I knew Luca for months before he ever mentioned his foster mom.
Over dinner once, telling a story about carving pumpkins for Halloween, he said, “My mom—foster mom—one year she got a pumpkin so big she couldn’t lift it herself, so we were trying to carry it together, but she tripped and we dropped it off the back porch. Splat!” He laughed hard, not self-conscious of the fact that it wasn’t as funny to someone who hadn’t been there.
I liked seeing him lost in a good memory. I was curious, but he didn’t explain further and I wasn’t sure if it was more polite to ask or take it in stride. I’d never met someone in foster care before. At least not that I knew of.
Months later, in bed—we’d had beers—he snuggled into me and shared the story of how his mother came across the border to give birth so he could be American. He didn’t call her his birth mother. She was still his mother. His foster mom was mom. “My mother, my mother, she came here to have me. Left her whole family for me, and she worked so hard. She scrubbed floors in office buildings at night while all the workers were home, and cleaned houses during the day while all the people were at work. She slept twice a day. Two short naps, and she made sure we always ate dinner together.” I could hear his heartbeat. Too loud. Too fast.
“When my mother worked,” he said, “I stayed with a lady in our building who took care of a couple of kids like me. We called her Titi, but she wasn’t really my aunt. She was okay. She wasn’t nice. She wasn’t mean. And then my mother would rush in with a flood of kisses and all her perfume and I’d feel so much better, you know? So much better.” He threaded his fingers between mine and pulled my arm across his body. “My mother had a broken taillight. She got stopped by a cop on her way home from cleaning offices.”
He told me like he was repeating a well-worn story, the same way I could calmly report the details of my father’s death if I had to. I squeezed his hand, desperately hoping something had saved her, even though I knew if it had, Luca wouldn’t have a foster mom.
“Her license was Mexican,” Luca said. “Expired. She was too scared to cross the border to renew it, worried she wouldn’t get us back here.” He took a deep breath, ragged. “She spent a month in a detention center. Titi said she couldn’t keep me, so a social worker picked me up at school and took me to my foster mom’s house. Carla had other kids like me. American kids who didn’t have American parents. She spent days on the phone trying to find my mother. They don’t tell you things. You have to fight for answers. I was eleven. I didn’t know how to fight.” His tears soaked through my sweater, pooling at my collarbone.
“Have you—Is your mother okay?” I asked, wrapping my arm around him tighter.
“They sent her to Mexico eventually. But we didn’t know if she was okay for months. I was so scared. At least when she got to Mexico, we could talk again. She sent phone cards in the mail. She’d sing me songs and tell stories and make me promise that I wouldn’t forget how to speak Spanish so I would always be able to call her on Sundays. I still call. Every week. But she can’t visit me. And she won’t let me go to Durango. She says if it was safe, we would have stayed there.”
“I’m so sorry,” I said. “I’m so sorry that happened to you.”
“I’m not like the other kids here,” he said. “It’s all so heavy in my heart.”
I hugged him hard. I felt like we belonged together.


Brief:
Print the records below exactly, with no pictures.

Data excerpts:
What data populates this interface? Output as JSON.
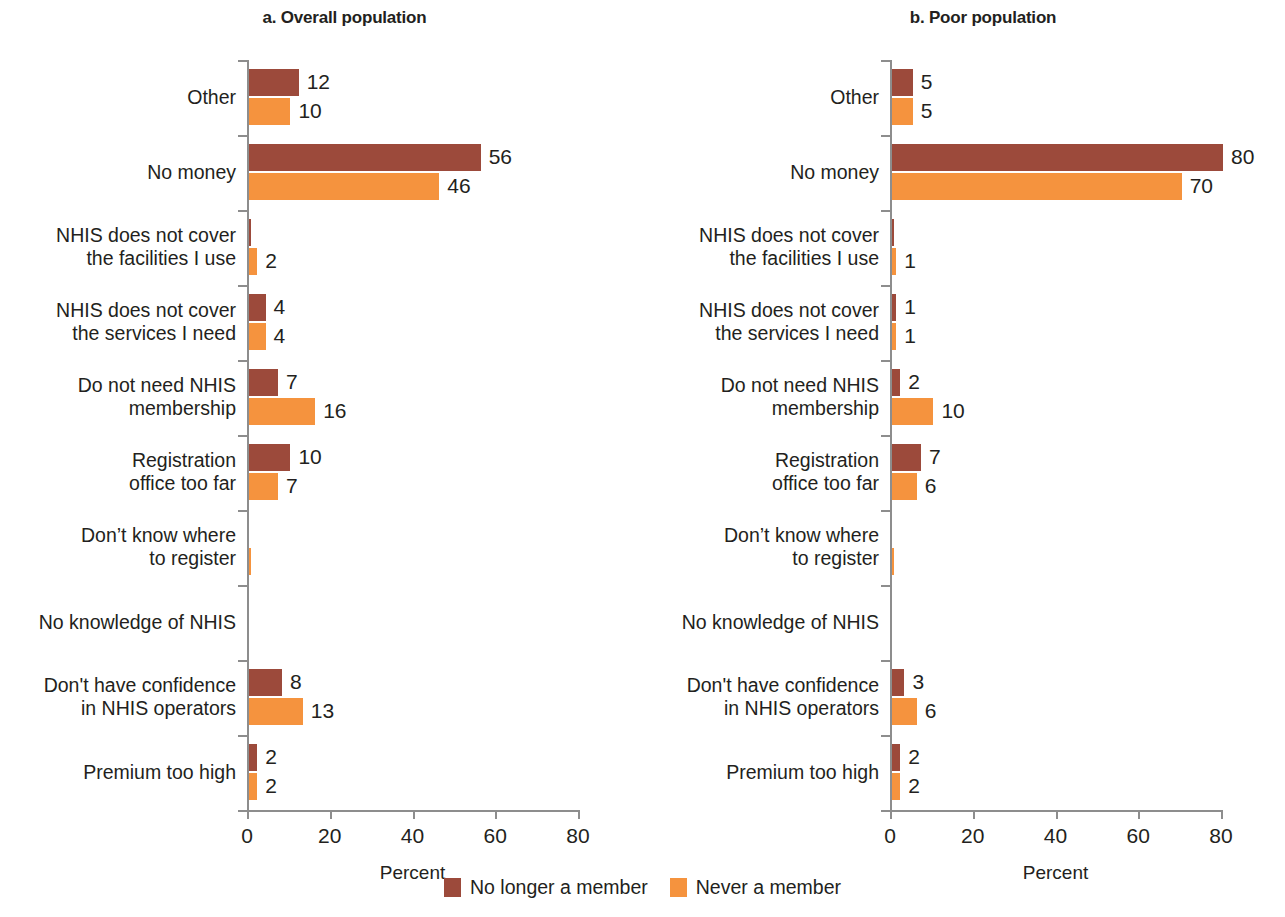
{
  "legend": {
    "items": [
      {
        "label": "No longer a member",
        "color": "#9c4a3b"
      },
      {
        "label": "Never a member",
        "color": "#f5933e"
      }
    ]
  },
  "panels": [
    {
      "id": "a",
      "title": "a. Overall population",
      "xlabel": "Percent"
    },
    {
      "id": "b",
      "title": "b. Poor population",
      "xlabel": "Percent"
    }
  ],
  "chart_data": {
    "type": "bar",
    "orientation": "horizontal",
    "xlabel": "Percent",
    "ylabel": "",
    "xlim": [
      0,
      80
    ],
    "xticks": [
      0,
      20,
      40,
      60,
      80
    ],
    "xticklabels": [
      "0",
      "20",
      "40",
      "60",
      "80"
    ],
    "grid": false,
    "legend_position": "bottom-center",
    "categories": [
      "Other",
      "No money",
      "NHIS does not cover\nthe facilities I use",
      "NHIS does not cover\nthe services I need",
      "Do not need NHIS\nmembership",
      "Registration\noffice too far",
      "Don’t know where\nto register",
      "No knowledge of NHIS",
      "Don't have confidence\nin NHIS operators",
      "Premium too high"
    ],
    "panels": [
      {
        "key": "a",
        "title": "a. Overall population",
        "series": [
          {
            "name": "No longer a member",
            "color": "#9c4a3b",
            "values": [
              12,
              56,
              0.3,
              4,
              7,
              10,
              0,
              0,
              8,
              2
            ],
            "labels": [
              "12",
              "56",
              "",
              "4",
              "7",
              "10",
              "",
              "",
              "8",
              "2"
            ]
          },
          {
            "name": "Never a member",
            "color": "#f5933e",
            "values": [
              10,
              46,
              2,
              4,
              16,
              7,
              0.5,
              0,
              13,
              2
            ],
            "labels": [
              "10",
              "46",
              "2",
              "4",
              "16",
              "7",
              "",
              "",
              "13",
              "2"
            ]
          }
        ]
      },
      {
        "key": "b",
        "title": "b. Poor population",
        "series": [
          {
            "name": "No longer a member",
            "color": "#9c4a3b",
            "values": [
              5,
              80,
              0.3,
              1,
              2,
              7,
              0,
              0,
              3,
              2
            ],
            "labels": [
              "5",
              "80",
              "",
              "1",
              "2",
              "7",
              "",
              "",
              "3",
              "2"
            ]
          },
          {
            "name": "Never a member",
            "color": "#f5933e",
            "values": [
              5,
              70,
              1,
              1,
              10,
              6,
              0.5,
              0,
              6,
              2
            ],
            "labels": [
              "5",
              "70",
              "1",
              "1",
              "10",
              "6",
              "",
              "",
              "6",
              "2"
            ]
          }
        ]
      }
    ]
  }
}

Response box:
What data populates this interface? Output as JSON.
{
  "legend": {
    "items": [
      {
        "label": "No longer a member",
        "color": "#9c4a3b"
      },
      {
        "label": "Never a member",
        "color": "#f5933e"
      }
    ]
  },
  "panels": [
    {
      "id": "a",
      "title": "a. Overall population",
      "xlabel": "Percent"
    },
    {
      "id": "b",
      "title": "b. Poor population",
      "xlabel": "Percent"
    }
  ],
  "chart_data": {
    "type": "bar",
    "orientation": "horizontal",
    "xlabel": "Percent",
    "ylabel": "",
    "xlim": [
      0,
      80
    ],
    "xticks": [
      0,
      20,
      40,
      60,
      80
    ],
    "xticklabels": [
      "0",
      "20",
      "40",
      "60",
      "80"
    ],
    "grid": false,
    "legend_position": "bottom-center",
    "categories": [
      "Other",
      "No money",
      "NHIS does not cover\nthe facilities I use",
      "NHIS does not cover\nthe services I need",
      "Do not need NHIS\nmembership",
      "Registration\noffice too far",
      "Don’t know where\nto register",
      "No knowledge of NHIS",
      "Don't have confidence\nin NHIS operators",
      "Premium too high"
    ],
    "panels": [
      {
        "key": "a",
        "title": "a. Overall population",
        "series": [
          {
            "name": "No longer a member",
            "color": "#9c4a3b",
            "values": [
              12,
              56,
              0.3,
              4,
              7,
              10,
              0,
              0,
              8,
              2
            ],
            "labels": [
              "12",
              "56",
              "",
              "4",
              "7",
              "10",
              "",
              "",
              "8",
              "2"
            ]
          },
          {
            "name": "Never a member",
            "color": "#f5933e",
            "values": [
              10,
              46,
              2,
              4,
              16,
              7,
              0.5,
              0,
              13,
              2
            ],
            "labels": [
              "10",
              "46",
              "2",
              "4",
              "16",
              "7",
              "",
              "",
              "13",
              "2"
            ]
          }
        ]
      },
      {
        "key": "b",
        "title": "b. Poor population",
        "series": [
          {
            "name": "No longer a member",
            "color": "#9c4a3b",
            "values": [
              5,
              80,
              0.3,
              1,
              2,
              7,
              0,
              0,
              3,
              2
            ],
            "labels": [
              "5",
              "80",
              "",
              "1",
              "2",
              "7",
              "",
              "",
              "3",
              "2"
            ]
          },
          {
            "name": "Never a member",
            "color": "#f5933e",
            "values": [
              5,
              70,
              1,
              1,
              10,
              6,
              0.5,
              0,
              6,
              2
            ],
            "labels": [
              "5",
              "70",
              "1",
              "1",
              "10",
              "6",
              "",
              "",
              "6",
              "2"
            ]
          }
        ]
      }
    ]
  }
}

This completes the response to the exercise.